A first international museum survey of his work in Den Bosch, the city Federico D'Orazio sees as his base camp. His remarkable, rough work full of sex, violence and molested cars can be seen in the Stedelijk Museum (SM's). His latest work of art he created together with recidivists in the prison New Vosseveld in Vught. This work is called: Unseen Paradise/Neon Tattoos. With a large gym bag Federico D’Orazio (1968) appears in the Bossche Stedelijk Museum. The bag is chockfull of material he wants to show: videos, DVDs, scrapbooks and pictures. D’Orazio is not an artist that makes his art in his studio. He is a nomad of art that practically lives in his car and gets his ideas from all around him. A few months a year he teaches aspiring artists at a university in Thailand and he was a teacher/artist-in-residence in Los Angeles. Den Bosch is a sort of base camp to him.
He arrived in the early nineties. At the art academy of Bologna he had signed up for a foreign scholarship.
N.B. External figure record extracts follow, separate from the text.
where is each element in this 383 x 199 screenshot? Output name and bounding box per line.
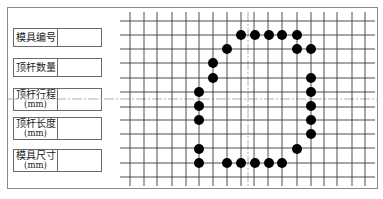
ejector-pin-dot [264,158,274,168]
ejector-pin-dot [306,101,316,111]
pin-grid [0,0,383,199]
ejector-pin-dot [208,73,218,83]
ejector-pin-dot [292,44,302,54]
ejector-pin-dot [194,115,204,125]
ejector-pin-dot [306,115,316,125]
ejector-pin-dot [236,30,246,40]
ejector-pin-dot [277,30,287,40]
ejector-pin-dot [222,44,232,54]
ejector-pin-dot [250,30,260,40]
ejector-pin-dot [250,158,260,168]
ejector-pin-dot [194,158,204,168]
ejector-pin-dot [264,30,274,40]
ejector-pin-dot [194,87,204,97]
ejector-pin-dot [194,144,204,154]
ejector-pin-dot [306,129,316,139]
ejector-pin-dot [194,101,204,111]
ejector-pin-dot [306,87,316,97]
ejector-pin-dot [292,30,302,40]
ejector-pin-dot [277,158,287,168]
ejector-pin-dot [306,44,316,54]
ejector-pin-dot [208,58,218,68]
ejector-pin-dot [236,158,246,168]
ejector-pin-dot [222,158,232,168]
ejector-pin-dot [292,144,302,154]
ejector-pin-layout-diagram: 模具编号 顶杆数量 顶杆行程 (mm) 顶杆长度 (mm) 模具尺寸 (mm) [0,0,383,199]
ejector-pin-dot [306,73,316,83]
But New York as gone, Berlin disappeared and London too. Then there was Den Bosch. In 1992 he graduated and stayed. “There is chemistry”, he says. “It is a nice, old, centrally located city that reminds me of Italy. I don’t have that feeling in Amsterdam.”
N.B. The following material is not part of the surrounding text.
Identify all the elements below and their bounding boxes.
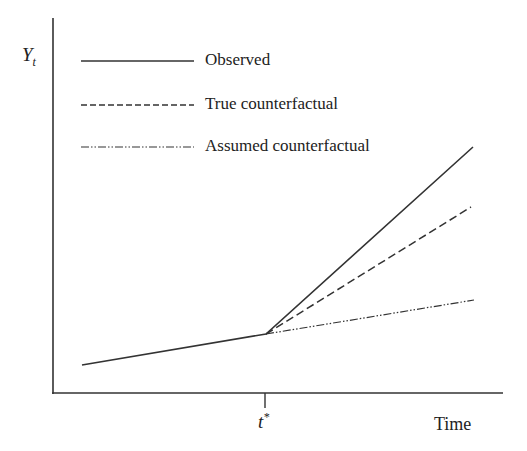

The Stedelijk Museum has an overview exposition of his work. His recent work Full Llove Inn can also be seen. With this work the artist from Den Bosch mobilized the media last year. A pimped car on a scaffolding of 4,5 meters high in front of the Lloyd hotel in Amsterdam. People could rent the car as a hotel room for a night.  Three hundred guests stayed in the car. “It was incredible. Press agency Reuters had circulated photos of it. I got reactions from everywhere.” He shows a Romanian newspaper. A picture of his car spray-painted pink on the front page, with his name. In Den Bosch the car cannot be used overnight. The museum is not a hotel, so there is no service. D’Orazio is still working with an art piece that comes from Iraq and that should make the war tangible. He doesn’t want to remark on it. “I don’t want to give away everything. There should be a surprise. The permits aren’t all in order yet.”


Sex, violence, cars. The themes of Federico D’Orazio are not hard. Once he started, as the first, with his “one-minute-video”. He took an old Renault 4 and drove into a wall at great speed. This was recorded on video. Later, in Den Bosch, but in Los Angeles and Noord-Holland as well the Demolition Derby followed, a contest with scrap cars that anybody could enter on a stretch of wasteland in the city. From Bangkok comes the UN-Kadett, an Opel Kadett that was given an UN-logo by D’Orazio. Subsequently the car was riddled with bullets by the artist and his assistants and a scrapping company made it into a small package that was sawn in half and placed in a museum.
The message? That is not so clear. Are we dealing with two clashing cultures here? The inability to jointly arrange something? It is clear that D’Orazio clashes with authorities now and again. Because the Italian can find rotten spots in our society like no other, to subsequently starting picking in it. During his stay in Los Angeles D’Orazio furnished a studio where people, just like on stations, could get their picture taken. Only the portrayed did not receive their pictures. These were hung on a wall. Many Americans pull off their shirt or pants, nipples were being licked and genitals were being shown. Until the police confiscated it all. To the bewilderment of the artist. “I have done the exact same project in Amsterdam. Nothing happened. People pulled some funny faces. That was it.”


In cooperation with 3Tac Federico d’Orazio realized his piece of art ‘Neon Tattoos’ in the correctional facility in Vught.